LONDON (MaceNews) –  The European Central Bank expanded its emergency liquidity program following Thursday’s governing council meeting, but declined to reduce interest rates, despite the eurozone suffering its biggest-ever downturn in the first quarter.

“We are facing an economic contraction of a magnitude and speed … unprecedented in peacetime,” said ECB President Christine Lagarde, addressing the media on a conference call after the governing council’s first-ever virtual meeting.  Under the most “severe scenario,” gross domestic product could plunge by 15% between the first and second quarters, suggesting a full-year contraction of between 5% and 12%, she added.

Eurozone GDP fell by 3.8% in the first quarter, the biggest slump since the series began in 1994, a downturn more severe than during the financial crisis.  By contrast, U.S. output declined by 1.3% between the first and second quarters, or by 4.8% at a compound annual rate, a more shallow retreat than 8.4% fall recorded in the final months of 2008.
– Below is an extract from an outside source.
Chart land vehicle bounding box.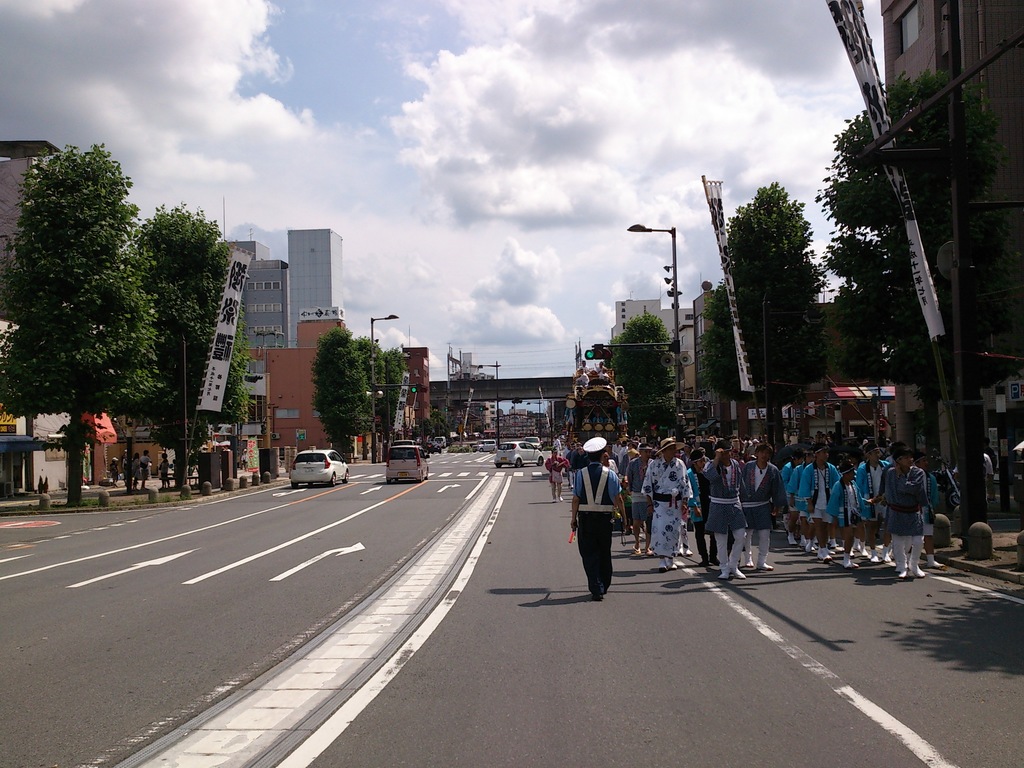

Despite that, the ECB declined to reduce interest rates, which were largely below zero before the shock of Covid-19 hit the region’s economy.  The deposit facility remains at -0.5%, with the refinancing rate at 0.0%.

The central bank did announce a new pandemic emergency longer-term refinancing operation, or PELTRO, to begin in May, which will provide capital to banks at a rate of -0.25%.  The ECB also reduced the interest rate on  its previously-announced targeting longer-term refinancing operations (TLTRO III) to as low as -1.0%.
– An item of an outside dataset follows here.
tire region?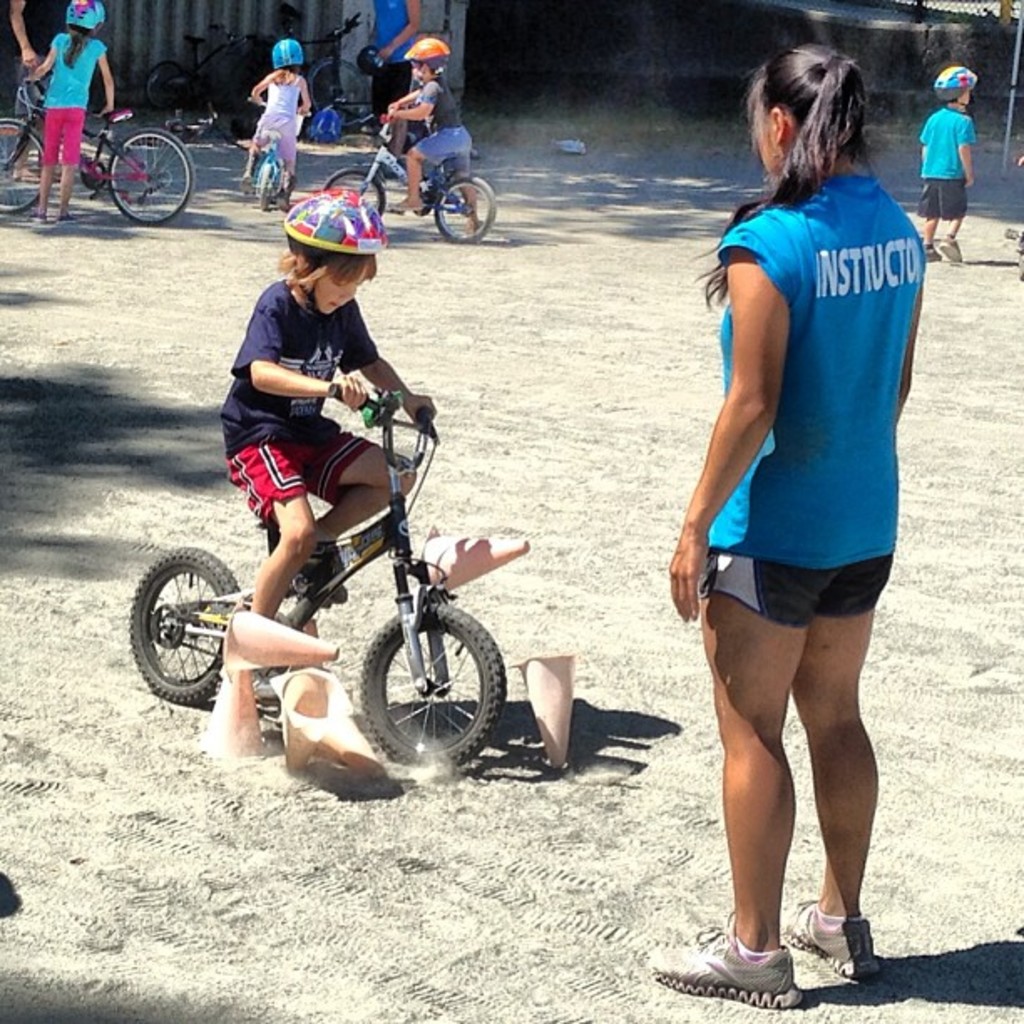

Lagarde defended the governing council’s decision to leave rates on hold, even as the Federal Reserve and the Bank of England have slashed lending rates to record lows.  “We believe that we have the combination as a package to address” the current downturn, she said, stressing the below-zero rates on refinancing operations.  But the governing council will continue to “make full use of the flexibility that is embedded … in our policy tool kit,” a suggestion that further rate cuts are not completely off the table.

That flexibility could extend to expanding the quality of securities purchased through quantitative easing.  When asked whether the ECB might consider including sub-investment grade bonds as part of its asset purchase program, Lagarde stressed that the governing council “will adjust as and when needed,” although members have not discussed “any change to the eligibility framework at this point in time.”

The ECB president took a decidedly more cautious outlook toward the economic outlook than government officials on the west side of the Atlantic.  “We still do not have clarity over the course of the pandemic … we cannot tell at what speed [it may unfold] or what may be the scale of it.  That makes the job of forecasting extremely difficult.”